You have a week, maybe less. You can't out-grind the list above. StealthCoder runs invisibly during the actual Criteo OA. The proctor cannot see it. Screen share cannot detect it. Made by a working Amazon engineer who got tired of watching qualified friends bomb OAs they'd solve cold in an IDE.
Get StealthCoder- array6 · 75%
- hash table3 · 38%
- binary search3 · 38%
- two pointers2 · 25%
- sorting2 · 25%
- string2 · 25%
- math1 · 13%
- prefix sum1 · 13%
- randomized1 · 13%
- depth first search1 · 13%
The topic distribution tells you exactly where to focus: array manipulation is non-negotiable, so nail Two Sum, Intersection of Two Arrays, and Merge Sorted Array until you can code them asleep. Hash tables show up 3 times, binary search 3 times, and two-pointers twice, so those patterns will surface repeatedly, sometimes in the same problem. Flood Fill and Search in Rotated Sorted Array are medium-difficulty curveballs designed to catch candidates who only drilled easy problems. Random Pick with Weight combines math, binary search, and prefix sums, which is the kind of hybrid that trips people up in live conditions. The bulk of the assessment is easy, which means execution speed is what separates passes from rejections. If you freeze on a hash-table edge case or forget the binary-search pivot logic, StealthCoder is your invisible hedge, delivering a working pattern instantly so you can copy, adapt, and move on.
Companies with similar patterns
If you prepped for Criteo, these companies recycle ~60% of the same topics.
You've seen the list.
Now make sure you pass Criteo.
Memorizing every problem above in a week is a fantasy. StealthCoder is the hedge: an AI overlay that's invisible during screen share. It reads the problem on screen and surfaces a working solution in under 2 seconds. Made by a working Amazon engineer who got tired of watching qualified friends bomb OAs they'd solve cold in an IDE. Works on HackerRank, CodeSignal, CoderPad, and Karat.
Criteo interview FAQ
Should I drill all 8 problems or focus on the easy ones first?+
Start with the 6 easy problems and get them to muscle memory. Two Sum, Merge Sorted Array, and Intersection of Two Arrays will likely appear or closely resemble what you see live. Once you can write those without thinking, move to the 2 medium problems: Random Pick with Weight and Search in Rotated Sorted Array. Those are the curveballs.

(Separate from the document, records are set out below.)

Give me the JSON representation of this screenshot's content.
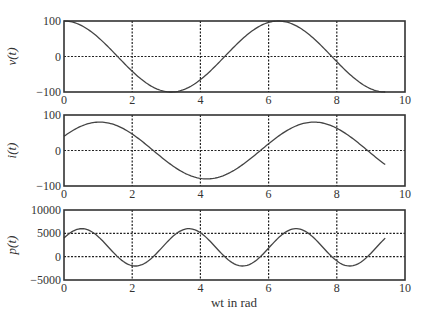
{
  "chart_data": [
    {
      "type": "line",
      "ylabel": "v(t)",
      "xlabel": "",
      "xlim": [
        0,
        10
      ],
      "ylim": [
        -100,
        100
      ],
      "xticks": [
        "0",
        "2",
        "4",
        "6",
        "8",
        "10"
      ],
      "yticks": [
        "100",
        "0",
        "-100"
      ],
      "grid": true,
      "series": [
        {
          "name": "v(t)",
          "formula": "100*cos(wt)",
          "amplitude": 100,
          "phase": 0,
          "x_range": [
            0,
            9.42
          ]
        }
      ],
      "x": [
        0,
        0.5,
        1,
        1.5,
        2,
        2.5,
        3,
        3.5,
        4,
        4.5,
        5,
        5.5,
        6,
        6.5,
        7,
        7.5,
        8,
        8.5,
        9,
        9.42
      ],
      "values": [
        100,
        88,
        54,
        7,
        -42,
        -80,
        -99,
        -94,
        -65,
        -21,
        28,
        71,
        96,
        98,
        75,
        35,
        -15,
        -60,
        -91,
        -100
      ]
    },
    {
      "type": "line",
      "ylabel": "i(t)",
      "xlabel": "",
      "xlim": [
        0,
        10
      ],
      "ylim": [
        -100,
        100
      ],
      "xticks": [
        "0",
        "2",
        "4",
        "6",
        "8",
        "10"
      ],
      "yticks": [
        "100",
        "0",
        "-100"
      ],
      "grid": true,
      "series": [
        {
          "name": "i(t)",
          "formula": "80*cos(wt - pi/3)",
          "amplitude": 80,
          "phase_rad": -1.047,
          "x_range": [
            0,
            9.42
          ]
        }
      ],
      "x": [
        0,
        0.5,
        1,
        1.5,
        2,
        2.5,
        3,
        3.5,
        4,
        4.5,
        5,
        5.5,
        6,
        6.5,
        7,
        7.5,
        8,
        8.5,
        9,
        9.42
      ],
      "values": [
        40,
        70,
        80,
        69,
        40,
        0,
        -40,
        -70,
        -80,
        -70,
        -42,
        -3,
        37,
        68,
        80,
        71,
        44,
        6,
        -34,
        -40
      ]
    },
    {
      "type": "line",
      "ylabel": "p(t)",
      "xlabel": "wt in rad",
      "xlim": [
        0,
        10
      ],
      "ylim": [
        -5000,
        10000
      ],
      "xticks": [
        "0",
        "2",
        "4",
        "6",
        "8",
        "10"
      ],
      "yticks": [
        "10000",
        "5000",
        "0",
        "-5000"
      ],
      "grid": true,
      "series": [
        {
          "name": "p(t)",
          "formula": "2000 + 4000*cos(2*wt - pi/3)",
          "average": 2000,
          "amplitude": 4000,
          "x_range": [
            0,
            9.42
          ]
        }
      ],
      "x": [
        0,
        0.5,
        1,
        1.5,
        2,
        2.5,
        3,
        3.5,
        4,
        4.5,
        5,
        5.5,
        6,
        6.5,
        7,
        7.5,
        8,
        8.5,
        9,
        9.42
      ],
      "values": [
        4000,
        6000,
        4400,
        400,
        -1700,
        -200,
        3700,
        5900,
        5100,
        1600,
        -1600,
        -1100,
        2500,
        5600,
        5700,
        2800,
        -900,
        -1600,
        1300,
        4000
      ]
    }
  ],
  "labels": {
    "p1_ylabel": "v(t)",
    "p2_ylabel": "i(t)",
    "p3_ylabel": "p(t)",
    "xlabel": "wt in rad"
  }
}
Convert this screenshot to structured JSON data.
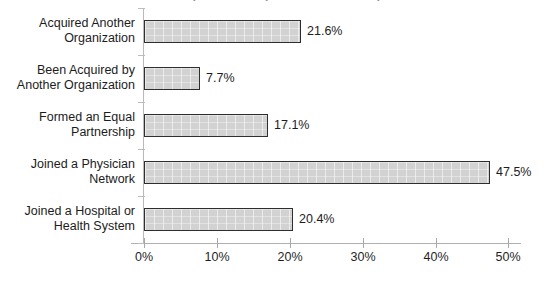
{
  "chart_data": {
    "type": "bar",
    "orientation": "horizontal",
    "title": "Hospital and Physician Relationships",
    "categories": [
      "Acquired Another Organization",
      "Been Acquired by Another Organization",
      "Formed an Equal Partnership",
      "Joined a Physician Network",
      "Joined a Hospital or Health System"
    ],
    "category_lines": [
      [
        "Acquired Another",
        "Organization"
      ],
      [
        "Been Acquired by",
        "Another Organization"
      ],
      [
        "Formed an Equal",
        "Partnership"
      ],
      [
        "Joined a Physician",
        "Network"
      ],
      [
        "Joined a Hospital or",
        "Health System"
      ]
    ],
    "values": [
      21.6,
      7.7,
      17.1,
      47.5,
      20.4
    ],
    "value_labels": [
      "21.6%",
      "7.7%",
      "17.1%",
      "47.5%",
      "20.4%"
    ],
    "xlabel": "",
    "ylabel": "",
    "xlim": [
      0,
      50
    ],
    "xticks": [
      0,
      10,
      20,
      30,
      40,
      50
    ],
    "xtick_labels": [
      "0%",
      "10%",
      "20%",
      "30%",
      "40%",
      "50%"
    ],
    "grid": false,
    "legend": false,
    "bar_fill_color": "#d2d2d2",
    "bar_border_color": "#2e2e2e",
    "background_color": "#ffffff",
    "axis_color": "#b0b0b0",
    "text_color": "#1c1c1c"
  }
}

How much time should I spend on arrays vs. hash tables vs. binary search?+
Arrays come up in 6 problems, so treat that as your primary focus. Hash tables appear 3 times, often paired with arrays. Binary search hits 3 times but usually in harder variants. Spend 60% of drill time on arrays, 25% on hash tables and two-pointers, 15% on binary search patterns.
Is two-pointers worth memorizing if it only shows up twice?+
Yes. Two-pointers is baked into Merge Sorted Array and Intersection of Two Arrays, both easy problems. It's also foundational for understanding how problems like Search in Rotated Sorted Array work. Spend one session getting comfortable with the pattern, then move on.
What makes Flood Fill and Search in Rotated Sorted Array harder than the others?+
Flood Fill requires DFS or BFS thinking and matrix navigation, which many candidates skip during light prep. Search in Rotated Sorted Array needs binary search with a mental pivot point calculation. Both punish candidates who only drilled hash-table and two-pointer problems. Practice both.
Is Random Pick with Weight something I need to master, or can I skip it?+
It appears once in the problem set. It combines math, prefix sums, and binary search, so it's low-frequency but high-friction. If you're confident in binary search and basic math, drill it once. If time is tight, know that it exists and accept it as a possible medium-difficulty trap on the live OA.